The night guard was doubled and every precaution for the stock was demanded, giving added cause for grumbling and muttered threats which no man had the courage to speak openly to Jondo's face. I knew why he had said that he would need me. Bill Banney was always reliable, but growing more silent and unapproachable every day.

For it is Satan's own painting on the desert to let men know that Dante's dream is mild compared to the real art of torment. Men and animals began to give way under the day's burden, and we moved slowly.
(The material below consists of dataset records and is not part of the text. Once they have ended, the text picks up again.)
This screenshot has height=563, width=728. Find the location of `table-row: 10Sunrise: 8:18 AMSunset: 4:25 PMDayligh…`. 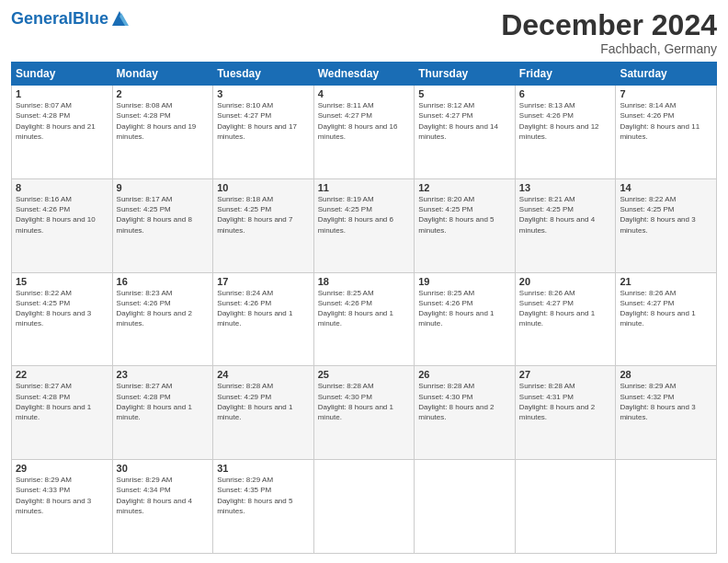

table-row: 10Sunrise: 8:18 AMSunset: 4:25 PMDayligh… is located at coordinates (264, 225).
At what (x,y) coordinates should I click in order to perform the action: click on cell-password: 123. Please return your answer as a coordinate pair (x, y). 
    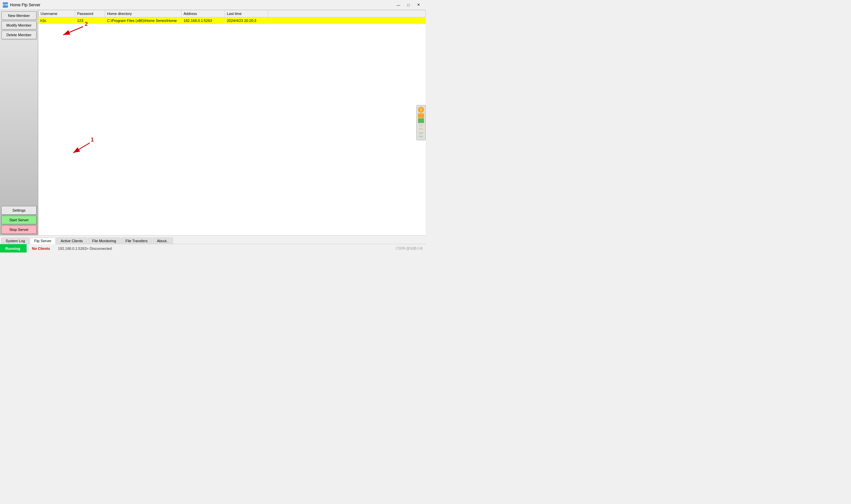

In times like these Jondo stayed with the train, sending Bill Banney and Beverly scouting ahead.

There were eight of us: Clarenden, the merchant; Jondo, the big plainsman; Bill Banney, whom love of adventure had lured from the blue grass of Kentucky to the prairie-grass of the West; Rex Krane, the devil-may-care invalid from Boston; and the quartet of us in the "baby cab," as Beverly had christened the family wagon.

Twilight was darkening into night. Bill Banney and Rex Krane had joined us now, for every hour we were learning to keep closer together. Jondo threw more wood on the fire, and we nestled about it in snug, homey fashion as if we were to listen to a fairy-tale three children slipping fast out of childhood into the stern, hard plains life that tried men's souls.

I can see the dusty wagons and our tired mules with drooping heads. I can see the earnest, anxious faces of Esmond Clarenden and Jondo; Beverly and Bill Banney hardly grasping Jondo's meaning; Rex Krane, half asleep on the edge of the trail. I can see Mat Nivers, brown and strong, and Aunty Boone oozing sweat at every pore.

"Now you see why I didn't join the army, don't you, Krane?" Bill Banney said, aside. "I wanted to work under a real general." Then turning to my uncle, he added: "I'm already contracted for the round trip, Clarenden." "You are going to start back just as if there were no dangers to be met?" Rex Krane inquired. "As if there were dangers to be met, not run from," Esmond Clarenden replied.

We left him there, pulling down the loose earth from the steep sides of the draw to cover him from all the frowning elements of the plains. And when we went back to the waiting train Jondo reported, grimly: "No enemy in sight." We laid Bill Banney beside the poisoned spring, from whose bitter waters he had saved our lives.

We are sure enough of it without that," Bill Banney declared. "And what's one Indian, anyhow? She's just " "Just a little orphan girl like Mat," Rex Krane finished his sentence. Bill frowned, but made no reply. The Indian girl was standing outside the corral, listening to all that was said, her face giving no sign of the struggle between hope and despair that must have striven within her.

I had gone out on the bluff to watch for the big fish that Bill Banney, a young Kentuckian over at the fort, had told me were to be seen only on those April days when the Missouri was running north instead of south. And that when little boys kept very still, the fish would come out of the water and play leap-frog on the sand-bars.